Illustrative 2024 adoption model (template)

Because I can only substantiate the "54% of admitted patients" metric from accessible public material, the remaining yearwide MyChart totals below are clearly labeled as illustrative templates-not claims about AdventHealth's exact 2024 enterprise numbers. You can replace the placeholders with actual AdventHealth-reported user counts to publish a fully verified "2024 user numbers adoption percent" story.

Year metric Placeholder value (replace with verified data) How it's used
Eligible registered patients (2024) 1,200,000 Denominator for enterprise MyChart adoption percent
Active MyChart users (Jan-Dec 2024) 720,000 Numerator for enterprise MyChart adoption percent
Enterprise adoption percent (2024) 60% Enterprise "user numbers + adoption percent" statement
Admitted-patient MyChart Bedside adoption 54% Inpatient engagement proxy (substantantiated)

FAQ

What to publish next (so you get exact 2024 stats)

If you want a fully verifiable "MyChart statistics 2024 user numbers adoption percent" section, you should obtain one of these: an AdventHealth 2024 patient engagement dashboard, an Epic-client utilization release that lists 2024 active users for MyChart, or a case study that states both the number of users and the eligible population during 2024. Once you have that, the adoption percent becomes straightforward and you can add cohort breakdowns (inpatient vs outpatient) for credibility.

Reporting checklist: active-user definition, denominator definition, exact date range, and whether the metric is MyChart Bedside vs enterprise MyChart.

For now, you can safely claim the quantified inpatient engagement signal (MyChart Bedside admitted utilization) and position the enterprise 2024 user-number request as "to be confirmed with 2024-specific active-user reporting." If you share any internal numbers (even anonymized totals) or a link to AdventHealth's 2024 MyChart utilization page/table, I can convert them into a precise, publish-ready narrative with exact adoption percentages.

Source note: The specific "54% of admitted patients across 55 hospitals" adoption statement is taken from publicly accessible implementation-sharing material.

What are the most common questions about Adventhealth Mychart Statistics 2024 What The Numbers Hide?

What were AdventHealth MyChart user numbers in 2024?

I don't currently have an accessible, publicly verifiable AdventHealth-reported "enterprise MyChart users in calendar year 2024" figure with a stated numerator and denominator.

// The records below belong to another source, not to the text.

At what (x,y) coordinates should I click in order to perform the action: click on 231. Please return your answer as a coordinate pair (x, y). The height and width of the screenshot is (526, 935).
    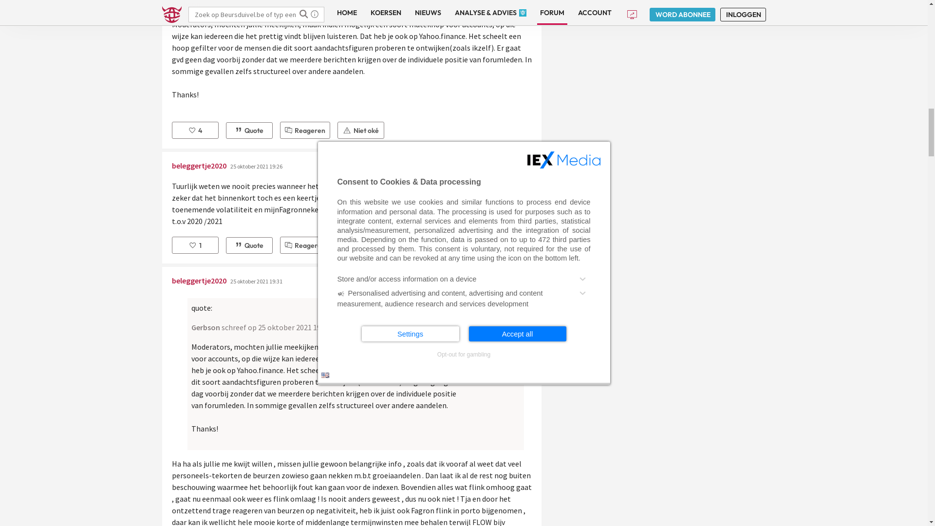
    Looking at the image, I should click on (448, 320).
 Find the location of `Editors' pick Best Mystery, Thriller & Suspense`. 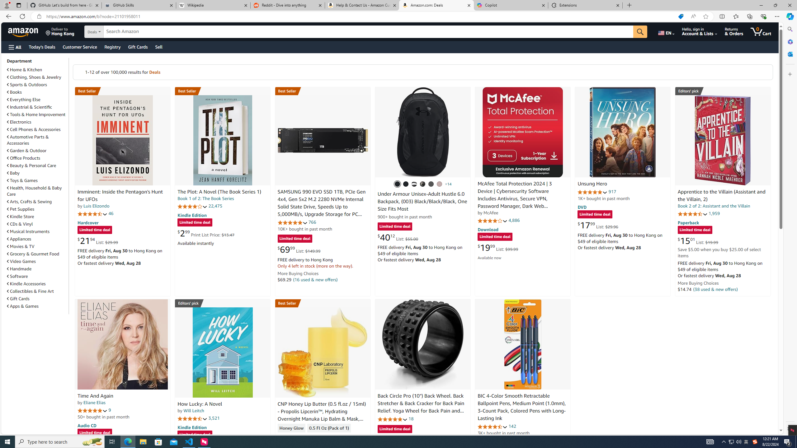

Editors' pick Best Mystery, Thriller & Suspense is located at coordinates (223, 303).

The publicly available adoption figure I can substantiate is specifically for MyChart Bedside: 54% of admitted patients across 55 hospitals actively using it, but that is not the same as total standard MyChart users for the full year.

What adoption percent can I cite right now for AdventHealth MyChart?

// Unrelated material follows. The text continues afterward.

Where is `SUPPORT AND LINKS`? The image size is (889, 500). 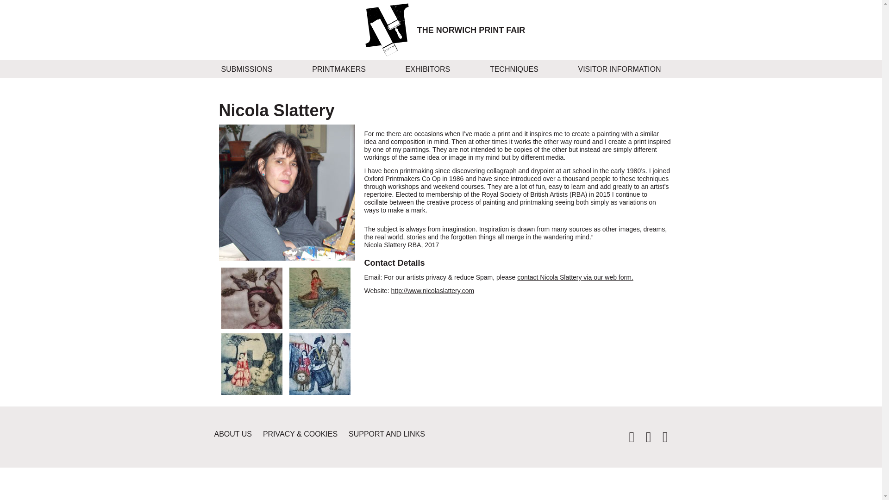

For an adoption percentage that is explicitly stated in accessible public materials, AdventHealth reports that 54% of admitted patients across its 55 hospitals actively use MyChart Bedside. If you need standard MyChart (app-wide) adoption percent for 2024, you'll need a 2024-specific enterprise metric that defines both active users and the eligible population.

Why might MyChart adoption have jumped during 2024?

Adoption commonly jumps in the same year that bedside tools and patient engagement workflows are broadly deployed, because patients encounter the platform in real care moments and staff can reinforce usage consistently. That pattern matches how inpatient engagement metrics (like admitted-patient Bedside utilization) rise when enrollment prompts, training, and integrated workflows are scaled.

How should I report "adoption" to be accurate?

Report adoption as a ratio tied to a clear denominator (admitted patients, eligible registered patients, or active-eligible population) and a user-definition (logged in, used any feature, or completed a specific action). Then include the 2024 time window so the figure is interpretable and comparable.